Sorry I wrote a book. Ideas? This place has always helped me before, so thanks in advance!
Our main production server has started running slow, it is a dual zeon thingy with plenty of ram so hardware is not an issue.
Basically a service connects to the database and executes a few stored procs, the only way I can get the system up to speed again is to recompile one of the SPs but that is only a temporary fix.
Anyone had a similar thing?
Can anyone give me help on performance tuning in SQL server 2000.
You know how there are lots of hosted applications out there, many of them provide you with your own database (not shared).
1. If a server has 1K databases on it, will this slow down the server just due to the # of databases? (each user has their own database, but they won't be accessing it that much really).
A seperate database is required for security purposes usually.
Hi I'm using SQL Server 2000 with Small Business System 2003. I have a smallish database and an Access 2003 Front End, with ODBC links.
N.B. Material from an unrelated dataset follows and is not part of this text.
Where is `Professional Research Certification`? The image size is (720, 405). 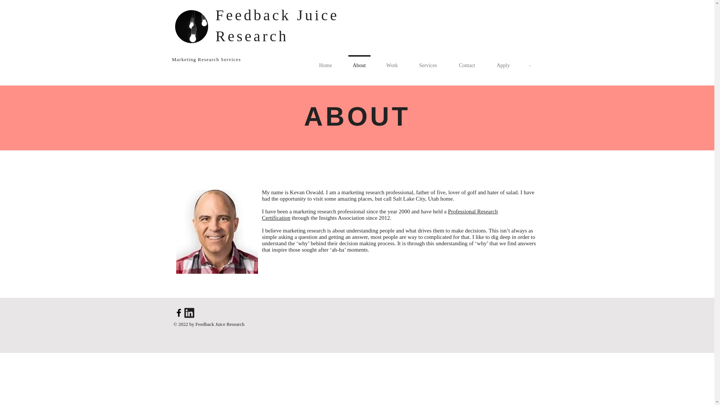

The system has been running fine for about 2 months with 16 users. This weekend, I will be adding a further 30 users to the system.
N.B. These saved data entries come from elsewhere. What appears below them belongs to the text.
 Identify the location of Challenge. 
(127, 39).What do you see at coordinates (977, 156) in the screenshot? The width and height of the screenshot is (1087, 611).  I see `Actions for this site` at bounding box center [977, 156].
I've been doing some work on a new copy of the front end over the past day or two, and found that occassionaly, the system runs really slowly, taking a couple of minutes to open my front screen which normally takes a few seconds.
The only solution I have found is to stop and start SQL Server Manager on the server, and then everything is fine. However this is clearly not an acceptable solution, because I'm doing it about twice a day.
can anybody suggest why this might be, or how I might fix the problem?
I have a maintenance plan in place, which runs overnight,
I have a SQL 2k database, relatively small, < 1Gb, WinXP. Whenever I try to do anything in Ent Man I get the hour glass for minutes every time. Customers are not complaining. Performance Monitor and the db logs have not revealed any bottlenecks so far. Hardware tested good. All other applications run normally. Log file is about 80mb. This has started just recently.
I am a rookie so I need a hint on what to check. Indexes? Logging?
I have a database and when I run a query on it the query takes 10 minutes to complete. I am running the following query
SELECT t103.cs_flag, t103.pr_flag, SUM (t103.amount), COUNT (t103.record_id) FROM br_data t103 WHERE t103.acct_id = 12 AND (t103.state = 3 OR t103.state = 7) GROUP BY t103.cs_flag, t103.pr_flag
The br_data table doesnt seem to be using its indexes ?? And it has around a million records. Now when I export the database and import on to another SQL server and then run the same query as above it only takes 1 or 2 seconds.
On the server that we are having problems with I have tried to re-build the indexes using DBCC DBREINDEX (br_data,' ',0) but this hasnt helped. I have also tried backing up the database, delete the database then restore, this also hasnt helped. I have no idea why the query runs slow on the original box, but then quick when I transfer it to another server??
Both servers are running windows 2003 with SQL 2000 SP4. There are no resorrce problems such as CPU / memory, Any ideas??